In that version, you would choose whether to save Doug or Carley before you got to know the characters. The idea was to make you feel guilty whenever you interacted with the character you *didn't* save. But we ultimately dropped that.
- First Telltale game to end with choice stats! They're remarkably even, with one exception: about 3/4 of players saved Carley. I saved Doug, because I've met the real Doug that the character is based on, and he's a good guy.
- The attack on the drug store starts with a fade to white. I'm pretty sure this is a relic of an earlier design where the game starts in media res, when the attack is already underway. The bulk of the game would have been a flashback, starting at the point when Larry knocks Lee down, and the fade to white would be the point where the flashback ends.
- For all that this game is the turning point that turned the studio from traditional puzzle-based adventure games to narrative-focused games, it still has a lot of puzzle content.
- The first instances of the "struggle" mechanic: a button mash followed by a separate button press for the "death blow". Far more satisfying than the button mashes without death blow in Jurassic Park. Also, the first instance of a struggle that's impossible to win.
- At the end of the zombie cop scene, there's a hotspot that triggers an action when you get the reticle near it, rather than when you click on it. Every hotspot in every episode has a flag for this mechanic and I think this is the only place where it's used.
- Approaching Clem's house, I wondered "How did we handle his limping walk anim on the porch stairs?" The answer: A camera cut. He's just suddenly on the porch. Cheats ftw!
And yet, I think it's probably the case that this is the first time I've played the entire episode through from start to finish, rather than skipping directly to whatever scene I was debugging.
- Lee falls down a lot in this episode, justified by an injured leg.
- The cop in the rear view mirror is a full reversed copy of him sitting in the hood of the car behind an alpha mask.
Telltale Retrospective notes, Walking Dead 101:
- I think this is the first game in this Retrospective that I mostly remember.
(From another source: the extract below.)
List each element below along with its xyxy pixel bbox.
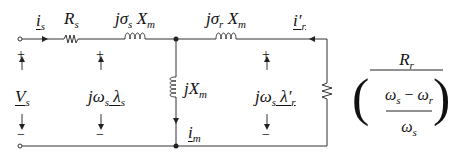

I spent a lot of time on this project -- Steam used to list it as my top game by hours played, and they weren't really hours spent playing the game, they were hours spend developing it. (It has since been eclipsed by Cookie Clicker.)
As such, there really weren't a lot of surprises this time around.
My Telltale Retrospective has finally reached the game that changed Telltale forever: The Walking Dead. Streaming right now.
https://www.twitch.tv/muckenhoupt
Playing an adventure game involving a time machine where you enter a four-digit year and it just transports you near to something historically significant that happened that year. And it's giving me ideas: a system where time machines are just somehow attracted to major historical events -- except there's one specific time and place that keeps drawing time machines to it, but no one knows of anything important that happened there...
Second run results: After a while, I checked on how it was running, and found it wasn't. It had just reset itself at some point. No power outage, so it seems like the problem is probably in the electronics rather than some more easily-repaired component.
So now I'm in mourning for an appliance. She gave thirty years of service, boys, and met her sorry end. I'm left trying to figure out two things: How do I dispose of it, and do I even want a replacement?
Disappointment! I brought out my vintage early-90s bread machine (as I do every once in a while), hoping to get fresh bread in the morning, only to wake up to uncooked and even undermixed dough. I'm running it again right now in the hope that the cause was the electricity being interrupted in the middle of the night and not, say, a faulty heating element.
- A serious UI failing: At one point, instead of a yes/no question, the game asks us to pick one of two names. I go to the case log. When I return, the answers in the UI are now yes/no.
- A less serious but more amusing UI failing: All the "Retry" buttons say "Wiederholen". Presumably this has something to do with the fact that I'm playing an edition published for the German market, but I still don't understand how it happened in just one of seven episodes.
- School authorities letting police search student lockers without a warrant portrayed as a good thing
- Game asks "Should we recognize the name Harrison Bedford from a previous case?" -- no fair asking me about things that aren't in the current case log! (Although it's likely this would be less of an issue if I were playing this straight through instead of one episode per week.)